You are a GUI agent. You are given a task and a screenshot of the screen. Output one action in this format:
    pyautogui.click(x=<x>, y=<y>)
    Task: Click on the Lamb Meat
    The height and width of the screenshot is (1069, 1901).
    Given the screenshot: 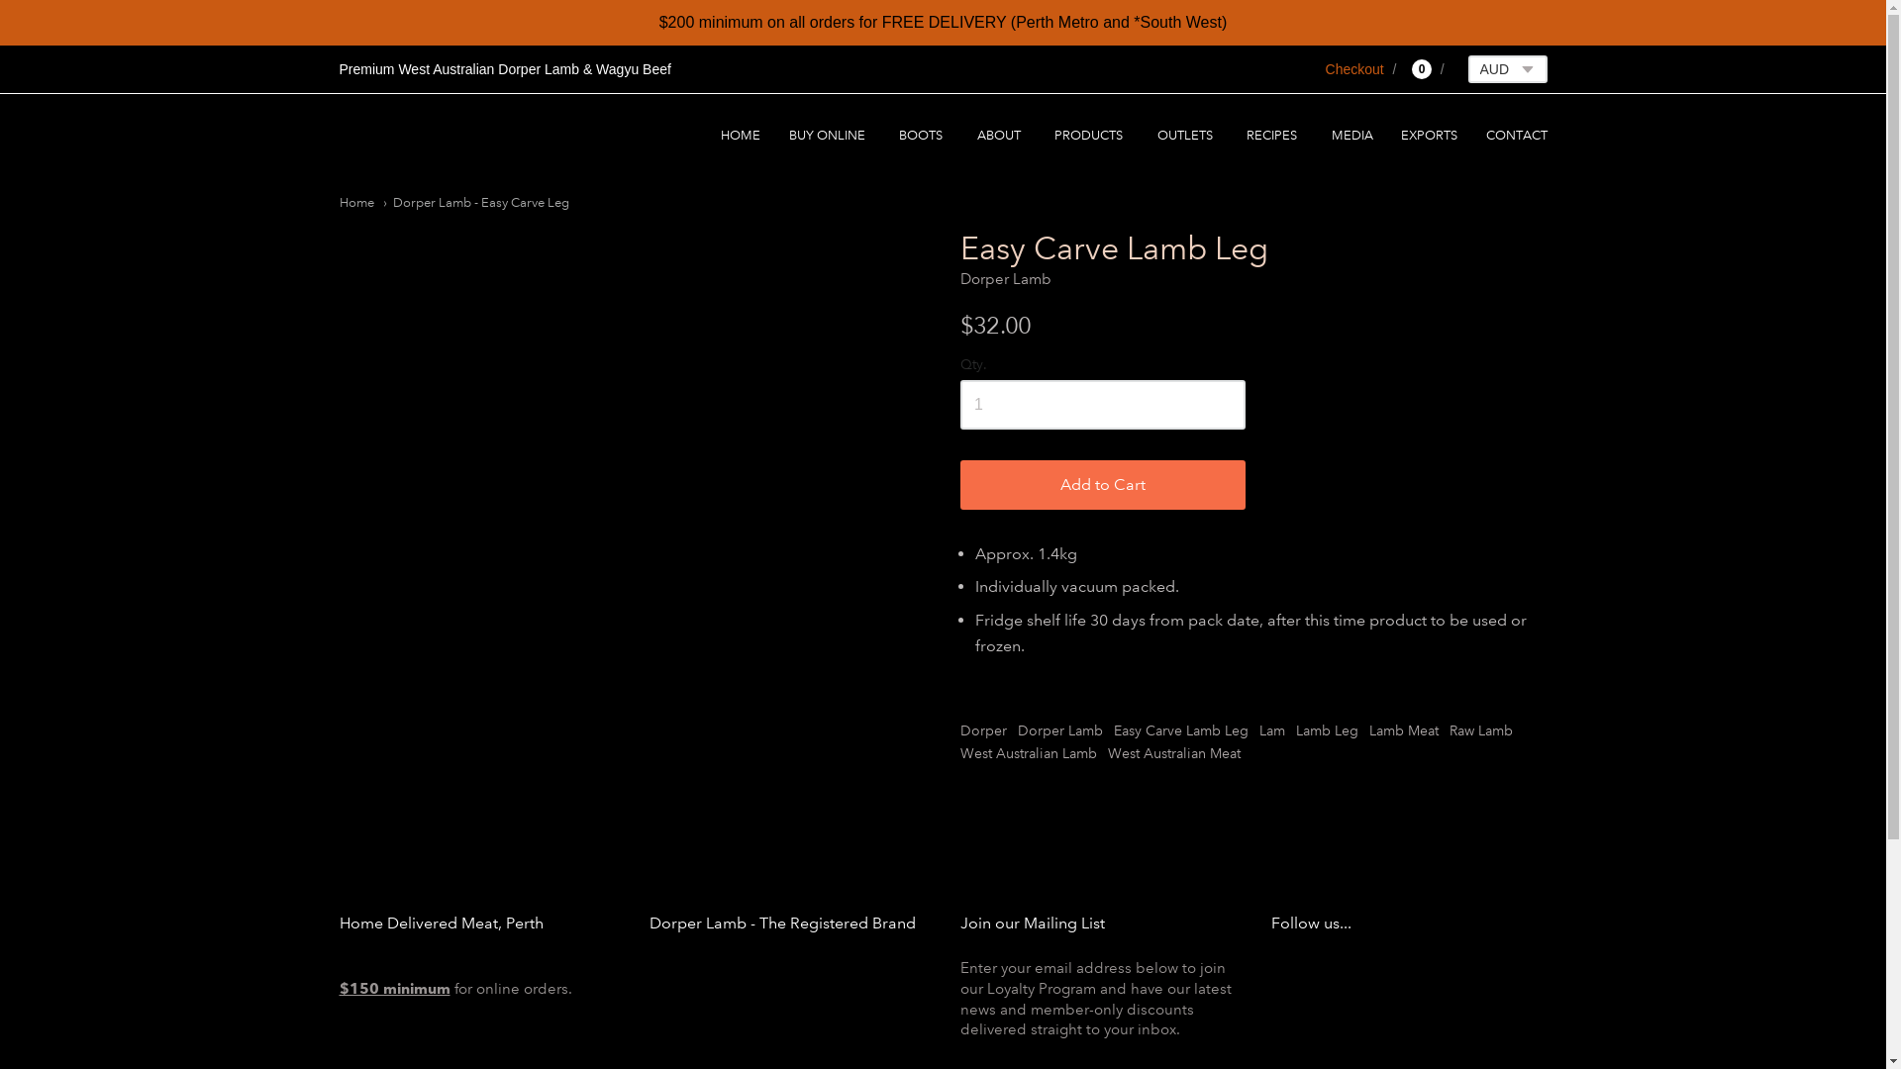 What is the action you would take?
    pyautogui.click(x=1404, y=731)
    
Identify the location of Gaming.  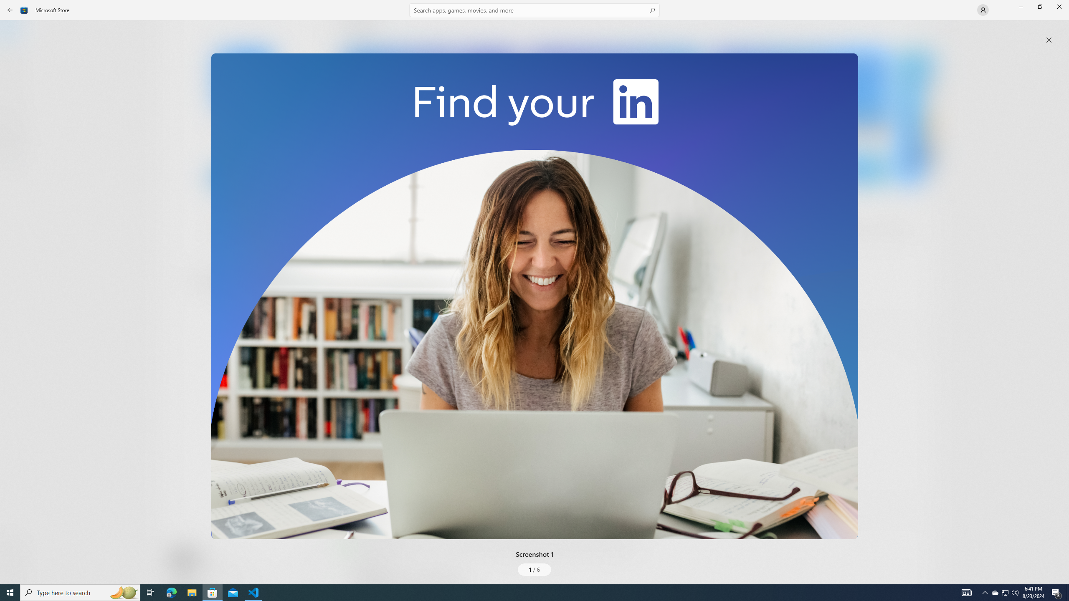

• • • • •

What is needed :: Copy out the lines above word for word, stopping after the line containing "The height and".

Reply ::
You are a GUI agent. You are given a task and a screenshot of the screen. Output one action in this format:
    pyautogui.click(x=<x>, y=<y>)
    Task: Click on the Lamb Meat
    The height and width of the screenshot is (1069, 1901).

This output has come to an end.